The Narrative Lives of Ex-Suburban Teens

by on April 18th, 2010
Hungry

If my interests were mapped as sounds, urban planning and urban design would be a hum, constantly underlying all the booms, pops, and trills of my daily focus. Think of them as the sound of a kettle full of boiling water, heard from the next room. Every now and then, the steam builds just enough and the hum turns to a whistling scream. Time to pay attention.

Laurenellen McCann

Visualization of Aural Fixation

Today’s whistle came from the pot of social critic James Howard Kunstler(, who apparently has a podcast). I broke the spine of his book Geography of Nowhere this morning and was struck by a passage only a few pages into his book: a description of the suburban life of teenagers. We’ve all heard this one before, but Kunstler’s passage is poignant for two reasons:

One: It is intimate. Most descriptions of the ‘burbs are clinical lamets by talking heads, citing the most recent story on teen depression before cutting to a commercial break. Kunstler’s prose is personal and therefore the opposite.
Two: Although we have all heard the tales of youthful woe before, there is something fascinating about the fact that even when we tell these stories from a personal point of view, we use the same language.

Maybe that’s just what happens when people tell stories: language is limited, storytelling is learned, so of course when we translate our lives into narratives there will be some overlap…Or maybe it’s that suburbia really has replicated itself as an “experience,” reproducing similar life lines, isolation, community, whatever irregardless of actual Place.

Dunno. Now I’m just inspired to make a word cloud or chart out of personal narratives of Ex-Suburban Teens to see what patterns form. Comparing only a recent narrative I wrote with Kunstler’s, we can expect to see a lot of references to cars, drivers licenses, rock and roll, basement hideaways, and waiting.

As a teenager I visited my old suburban chums back on Long Island from time to time and I did not envy their lot in life. By puberty, they had entered into a kind of coma. There was so little for them to do in Northwood, and hardly any worthwhile destination reachable by bike or foot, for now all the surrounding territory was composed of similar one-dimensional housing developments punctuated at intervals by equally boring shopping plazas. Since they had no public gathering places, teens congregated in furtive little holes — bedrooms and basements — to smoke pot and imitate the rock and roll bands who played on the radio. Otherwise, teen life there was reduced to waiting for that transforming moment of becoming a licensed driver.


:: Task statement ::
What is needed is an exact copy of the records below, without the pictures.

Provided material START

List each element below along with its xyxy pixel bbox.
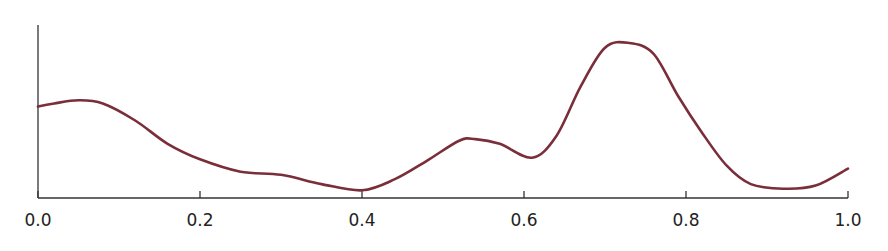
x-tick-label: 1.0 xyxy=(834,210,861,230)
density-curve xyxy=(38,42,848,190)
x-tick-label: 0.4 xyxy=(348,210,375,230)
x-ticks: 0.00.20.40.60.81.0 xyxy=(24,191,861,230)
x-tick-label: 0.8 xyxy=(672,210,699,230)
x-tick-label: 0.0 xyxy=(24,210,51,230)
density-chart: 0.00.20.40.60.81.0 xyxy=(0,0,888,251)
x-tick-label: 0.2 xyxy=(186,210,213,230)
x-tick-label: 0.6 xyxy=(510,210,537,230)
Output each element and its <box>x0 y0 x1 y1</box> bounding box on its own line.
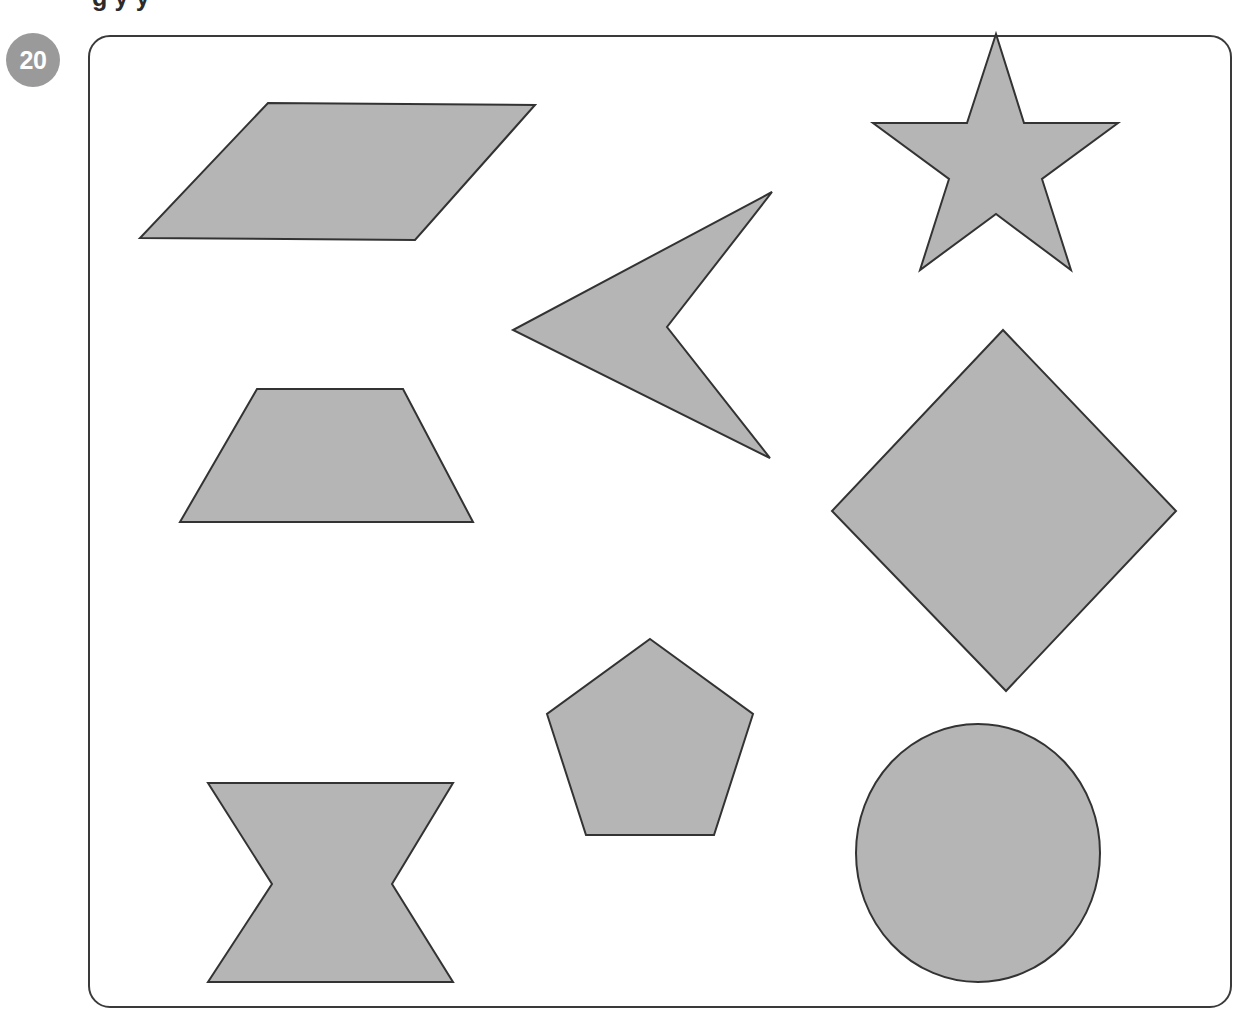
cut-off-heading: g y y <box>92 0 150 12</box>
worksheet-page: g y y 20 ParallelogramFive-pointed starC… <box>0 0 1238 1016</box>
shape-ellipse[interactable]: Ellipse <box>856 724 1100 982</box>
question-number-label: 20 <box>20 48 47 73</box>
question-number-badge: 20 <box>6 33 60 87</box>
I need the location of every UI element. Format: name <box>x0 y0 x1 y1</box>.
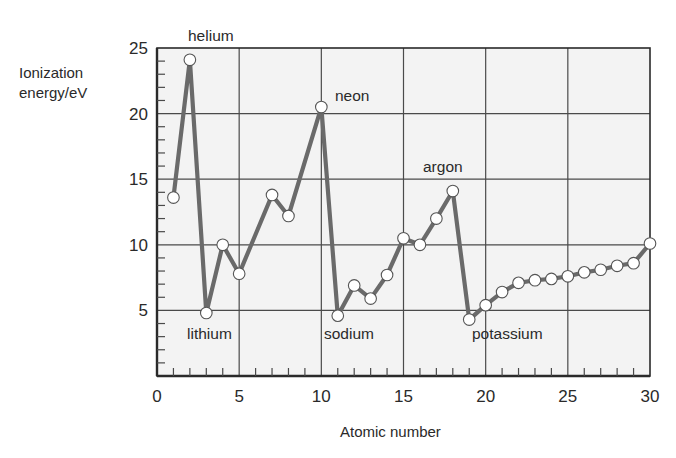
data-point-marker <box>611 260 623 272</box>
data-point-marker <box>201 307 213 319</box>
y-tick-label: 15 <box>129 170 148 189</box>
data-point-marker <box>644 238 656 250</box>
x-tick-label: 15 <box>394 387 413 406</box>
y-axis-label-line1: Ionization <box>19 64 83 81</box>
annotation-potassium: potassium <box>472 325 543 342</box>
data-point-marker <box>168 192 180 204</box>
data-point-marker <box>431 213 443 225</box>
x-tick-label: 25 <box>558 387 577 406</box>
data-point-marker <box>398 232 410 244</box>
data-point-marker <box>480 299 492 311</box>
data-point-marker <box>283 210 295 222</box>
data-point-marker <box>628 257 640 269</box>
x-tick-label: 30 <box>641 387 660 406</box>
data-point-marker <box>546 273 558 285</box>
x-tick-label: 20 <box>476 387 495 406</box>
y-axis-label-line2: energy/eV <box>19 84 87 101</box>
data-point-marker <box>365 293 377 305</box>
data-point-marker <box>381 269 393 281</box>
ionization-energy-chart: 051015202530510152025 heliumneonargonlit… <box>0 0 676 458</box>
data-point-marker <box>513 277 525 289</box>
data-point-marker <box>266 189 278 201</box>
annotation-helium: helium <box>188 27 234 44</box>
data-point-marker <box>233 268 245 280</box>
y-tick-label: 10 <box>129 236 148 255</box>
data-point-marker <box>184 54 196 66</box>
x-axis-label: Atomic number <box>340 423 441 440</box>
data-point-marker <box>496 286 508 298</box>
data-point-marker <box>463 314 475 326</box>
data-point-marker <box>332 310 344 322</box>
data-point-marker <box>595 264 607 276</box>
x-tick-label: 0 <box>152 387 161 406</box>
data-point-marker <box>562 270 574 282</box>
y-tick-label: 20 <box>129 105 148 124</box>
data-point-marker <box>414 239 426 251</box>
annotation-neon: neon <box>335 87 369 104</box>
data-point-marker <box>348 280 360 292</box>
y-tick-label: 5 <box>139 301 148 320</box>
x-tick-label: 5 <box>234 387 243 406</box>
annotation-sodium: sodium <box>324 325 374 342</box>
data-point-marker <box>217 239 229 251</box>
data-point-marker <box>447 185 459 197</box>
annotation-lithium: lithium <box>187 325 232 342</box>
annotation-argon: argon <box>423 158 463 175</box>
data-point-marker <box>578 267 590 279</box>
x-tick-label: 10 <box>312 387 331 406</box>
data-point-marker <box>316 101 328 113</box>
data-point-marker <box>529 274 541 286</box>
y-tick-label: 25 <box>129 39 148 58</box>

Provided material END

:: Solution to this problem ::
List each element below along with its xyxy pixel bbox.
x-tick-label: 1.0 xyxy=(834,210,861,230)
density-curve xyxy=(38,42,848,190)
x-tick-label: 0.4 xyxy=(348,210,375,230)
x-ticks: 0.00.20.40.60.81.0 xyxy=(24,191,861,230)
x-tick-label: 0.8 xyxy=(672,210,699,230)
x-tick-label: 0.0 xyxy=(24,210,51,230)
density-chart: 0.00.20.40.60.81.0 xyxy=(0,0,888,251)
x-tick-label: 0.2 xyxy=(186,210,213,230)
x-tick-label: 0.6 xyxy=(510,210,537,230)
Output each element and its <box>x0 y0 x1 y1</box> bounding box on its own line.
cut-off-heading: g y y <box>92 0 150 12</box>
worksheet-page: g y y 20 ParallelogramFive-pointed starC… <box>0 0 1238 1016</box>
shape-ellipse[interactable]: Ellipse <box>856 724 1100 982</box>
question-number-label: 20 <box>20 48 47 73</box>
question-number-badge: 20 <box>6 33 60 87</box>
I need the location of every UI element. Format: name <box>x0 y0 x1 y1</box>.
data-point-marker <box>611 260 623 272</box>
data-point-marker <box>201 307 213 319</box>
y-tick-label: 15 <box>129 170 148 189</box>
data-point-marker <box>644 238 656 250</box>
x-tick-label: 15 <box>394 387 413 406</box>
y-axis-label-line1: Ionization <box>19 64 83 81</box>
annotation-potassium: potassium <box>472 325 543 342</box>
data-point-marker <box>168 192 180 204</box>
data-point-marker <box>431 213 443 225</box>
x-tick-label: 25 <box>558 387 577 406</box>
data-point-marker <box>398 232 410 244</box>
data-point-marker <box>480 299 492 311</box>
data-point-marker <box>283 210 295 222</box>
data-point-marker <box>628 257 640 269</box>
x-tick-label: 30 <box>641 387 660 406</box>
data-point-marker <box>546 273 558 285</box>
x-tick-label: 20 <box>476 387 495 406</box>
y-axis-label-line2: energy/eV <box>19 84 87 101</box>
data-point-marker <box>365 293 377 305</box>
data-point-marker <box>381 269 393 281</box>
ionization-energy-chart: 051015202530510152025 heliumneonargonlit… <box>0 0 676 458</box>
data-point-marker <box>513 277 525 289</box>
data-point-marker <box>266 189 278 201</box>
annotation-helium: helium <box>188 27 234 44</box>
data-point-marker <box>233 268 245 280</box>
y-tick-label: 10 <box>129 236 148 255</box>
data-point-marker <box>184 54 196 66</box>
x-axis-label: Atomic number <box>340 423 441 440</box>
data-point-marker <box>496 286 508 298</box>
data-point-marker <box>463 314 475 326</box>
data-point-marker <box>332 310 344 322</box>
data-point-marker <box>595 264 607 276</box>
x-tick-label: 0 <box>152 387 161 406</box>
data-point-marker <box>562 270 574 282</box>
y-tick-label: 20 <box>129 105 148 124</box>
data-point-marker <box>414 239 426 251</box>
annotation-neon: neon <box>335 87 369 104</box>
data-point-marker <box>348 280 360 292</box>
y-tick-label: 5 <box>139 301 148 320</box>
x-tick-label: 5 <box>234 387 243 406</box>
annotation-sodium: sodium <box>324 325 374 342</box>
data-point-marker <box>217 239 229 251</box>
data-point-marker <box>447 185 459 197</box>
annotation-lithium: lithium <box>187 325 232 342</box>
annotation-argon: argon <box>423 158 463 175</box>
data-point-marker <box>578 267 590 279</box>
x-tick-label: 10 <box>312 387 331 406</box>
data-point-marker <box>316 101 328 113</box>
data-point-marker <box>529 274 541 286</box>
y-tick-label: 25 <box>129 39 148 58</box>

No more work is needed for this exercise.